Spurred on by the city’s reform-minded superintendent, George Washington Elementary volunteered for the first wave of a statewide plan to engage hundreds of city schools in whole-school reform by 2000-01.

The plan was ordered last May by the state supreme court in a long-running lawsuit pitting 28 poor urban districts against the state.

The school’s road map for reform is a program developed by Margaret C. Wang, the director of the federally funded Laboratory for Student Success, located at Temple University in Philadelphia. Known as the Community for Learning/Adaptive Learning Environments Model, the design also was chosen by 13 other schools in Elizabeth.

With 21 schools adopting schoolwide reform in the current academic year, the 18,700-student district has more schools in the initial cohort than any other city system in New Jersey.

In part because of the court order’s timing, schools in the first cohort had little time to prepare for change before last fall. As a result, schools--and the individual teachers in them--differ markedly in the degree to which they have implemented their reforms. Elizabeth is no exception.

Some Remain Skeptical

At George Washington Elementary, the city’s largest primary school with nearly 1,200 students, the whole teaching staff had not taken a three-day training course in ALEM, the program’s instructional portion, until last month.
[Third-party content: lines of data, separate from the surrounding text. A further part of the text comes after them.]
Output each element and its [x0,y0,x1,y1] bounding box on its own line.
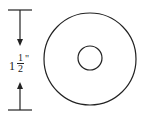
dimension-whole: 1 [9,59,15,74]
outer-circle [44,13,136,105]
dimension-label: 1 1 2 " [8,53,32,79]
inner-circle [78,46,102,70]
down-arrowhead-icon [17,39,23,46]
dimension-fraction: 1 2 [17,53,24,74]
inch-mark: " [25,53,29,64]
up-arrowhead-icon [17,82,23,89]
fraction-denominator: 2 [17,64,24,74]
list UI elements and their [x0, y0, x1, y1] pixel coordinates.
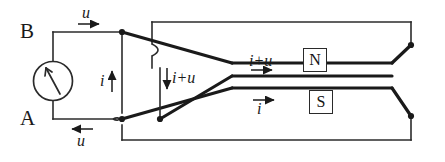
junction-dot-bottom-left: [119, 116, 125, 122]
wire-hop-upper-boundary: [152, 44, 158, 56]
terminal-label-a: A: [20, 108, 35, 129]
label-bottom-voltage: u: [77, 133, 85, 149]
figure-root: B A u u i i+u i+u i N S: [0, 0, 445, 162]
conductor-lower-taper-outer: [122, 88, 232, 119]
label-lower-line-current: i: [257, 101, 261, 117]
source-needle-barb-left: [45, 68, 46, 76]
terminal-label-b: B: [20, 21, 34, 42]
junction-dot-right-top: [408, 42, 414, 48]
label-upper-line-current: i+u: [249, 53, 272, 69]
junction-dot-bottom-mid: [157, 116, 163, 122]
conductor-lower-terminal-lead: [392, 88, 411, 116]
pole-box-south: S: [309, 90, 333, 114]
wire-hop-bottom-left: [113, 118, 119, 120]
conductor-upper-terminal-lead: [392, 45, 411, 63]
junction-dot-right-bottom: [408, 113, 414, 119]
label-branch-current: i+u: [172, 70, 195, 86]
pole-box-north: N: [303, 48, 327, 72]
label-source-current: i: [100, 73, 104, 89]
junction-dot-top: [119, 29, 125, 35]
circuit-diagram-canvas: [0, 0, 445, 162]
label-top-voltage: u: [82, 5, 90, 21]
conductor-upper-taper: [122, 32, 232, 63]
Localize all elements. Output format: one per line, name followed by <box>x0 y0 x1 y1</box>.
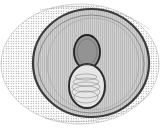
wireframe-figure <box>0 0 162 131</box>
core-body <box>69 35 105 108</box>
The school is focusing initially on literacy and is putting off for now the program’s entire Community for Learning component, which focuses on parental and community engagement.
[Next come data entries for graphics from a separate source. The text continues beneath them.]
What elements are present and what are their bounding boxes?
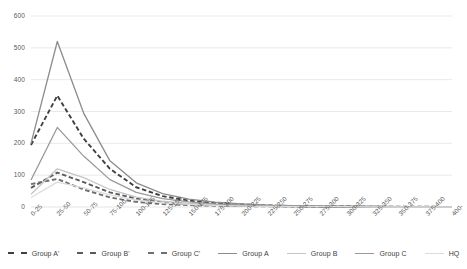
legend-label: Group B xyxy=(311,250,338,257)
legend-swatch-icon xyxy=(425,253,444,254)
legend-swatch-icon xyxy=(148,252,167,254)
legend-item-groupb[interactable]: Group B xyxy=(287,246,338,260)
legend-swatch-icon xyxy=(287,253,306,254)
legend-swatch-icon xyxy=(77,252,96,254)
legend-swatch-icon xyxy=(8,252,27,254)
y-tick-600: 600 xyxy=(3,12,25,19)
series-lines xyxy=(31,41,452,207)
legend-label: Group B' xyxy=(101,250,129,257)
line-chart: 0100200300400500600 0-2525-5050-7575-100… xyxy=(0,0,467,269)
legend-item-hq[interactable]: HQ xyxy=(425,246,460,260)
legend-label: Group C xyxy=(379,250,406,257)
legend-swatch-icon xyxy=(355,253,374,254)
legend-item-groupc[interactable]: Group C' xyxy=(148,246,201,260)
y-tick-0: 0 xyxy=(3,203,25,210)
legend-label: Group C' xyxy=(172,250,201,257)
y-tick-500: 500 xyxy=(3,44,25,51)
legend-swatch-icon xyxy=(218,253,237,254)
y-tick-200: 200 xyxy=(3,139,25,146)
gridlines xyxy=(31,16,452,207)
y-tick-100: 100 xyxy=(3,171,25,178)
y-tick-300: 300 xyxy=(3,108,25,115)
legend-item-groupa[interactable]: Group A xyxy=(218,246,268,260)
chart-legend: Group A'Group B'Group C'Group AGroup BGr… xyxy=(0,243,467,263)
legend-item-groupa[interactable]: Group A' xyxy=(8,246,60,260)
legend-item-groupb[interactable]: Group B' xyxy=(77,246,129,260)
legend-label: HQ xyxy=(449,250,460,257)
plot-area xyxy=(0,0,467,269)
legend-label: Group A xyxy=(242,250,268,257)
legend-label: Group A' xyxy=(32,250,60,257)
legend-item-groupc[interactable]: Group C xyxy=(355,246,406,260)
y-tick-400: 400 xyxy=(3,76,25,83)
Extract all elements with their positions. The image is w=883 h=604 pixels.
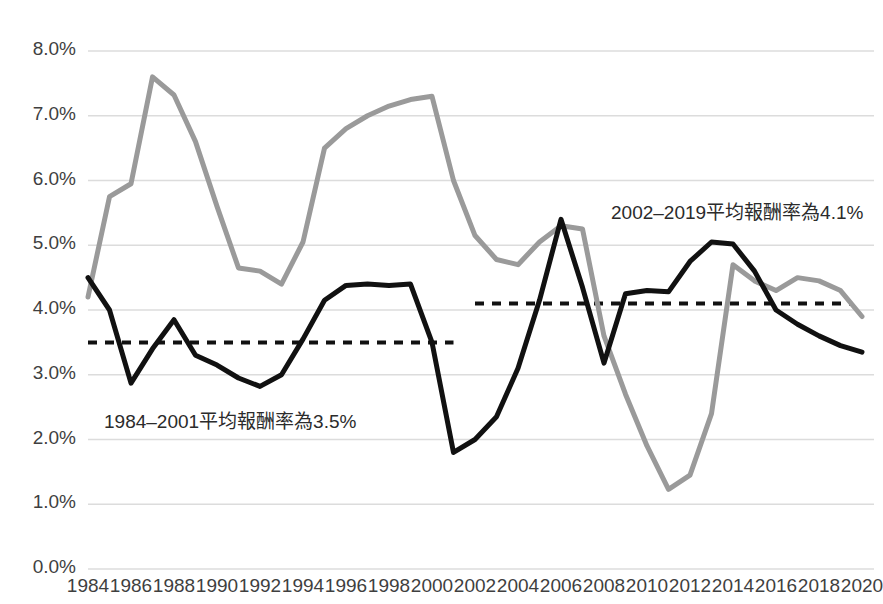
x-axis-tick-label: 1994 — [282, 575, 324, 597]
x-axis-tick-label: 1998 — [368, 575, 410, 597]
x-axis-tick-label: 1996 — [325, 575, 367, 597]
y-axis-tick-label: 7.0% — [33, 103, 76, 125]
y-axis-tick-label: 4.0% — [33, 297, 76, 319]
y-axis-tick-label: 2.0% — [33, 427, 76, 449]
y-axis-tick-label: 5.0% — [33, 232, 76, 254]
y-axis-tick-label: 3.0% — [33, 362, 76, 384]
x-axis-tick-label: 1984 — [67, 575, 109, 597]
x-axis-tick-label: 2010 — [626, 575, 668, 597]
x-axis-tick-label: 2012 — [669, 575, 711, 597]
x-axis-tick-label: 2020 — [841, 575, 883, 597]
x-axis-tick-label: 2000 — [411, 575, 453, 597]
gridlines — [88, 51, 874, 569]
x-axis-tick-label: 1992 — [239, 575, 281, 597]
y-axis-tick-label: 1.0% — [33, 491, 76, 513]
x-axis-tick-label: 2018 — [798, 575, 840, 597]
x-axis-tick-label: 2006 — [540, 575, 582, 597]
y-axis-tick-label: 8.0% — [33, 38, 76, 60]
annotation-first-period: 1984–2001平均報酬率為3.5% — [104, 406, 356, 433]
x-axis-tick-label: 1990 — [196, 575, 238, 597]
x-axis-tick-label: 1988 — [153, 575, 195, 597]
y-axis-tick-label: 6.0% — [33, 168, 76, 190]
x-axis-tick-label: 2002 — [454, 575, 496, 597]
x-axis-tick-label: 2014 — [712, 575, 754, 597]
x-axis-tick-label: 1986 — [110, 575, 152, 597]
x-axis-tick-label: 2016 — [755, 575, 797, 597]
x-axis-tick-label: 2004 — [497, 575, 539, 597]
x-axis-tick-label: 2008 — [583, 575, 625, 597]
annotation-second-period: 2002–2019平均報酬率為4.1% — [611, 197, 863, 224]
In some classes, it is hard to find much evidence of the program. Some of the school’s roughly 130 regular classroom teachers remain uncomfortable with it, in theory as well as practice.

“There are things I don’t agree with in the program,” said Susan Blecker, a veteran 1st grade teacher. “Of course I’ll give the program a chance, but I’m skeptical.”

Others say their students have had a hard time adjusting to the program’s demands.

“We will battle with them to make them think, and they will fight you and fight you and fight you,” said Barbara Burkett, a 4th grade teacher. “They don’t want to change. We have spoon-fed them for so long.”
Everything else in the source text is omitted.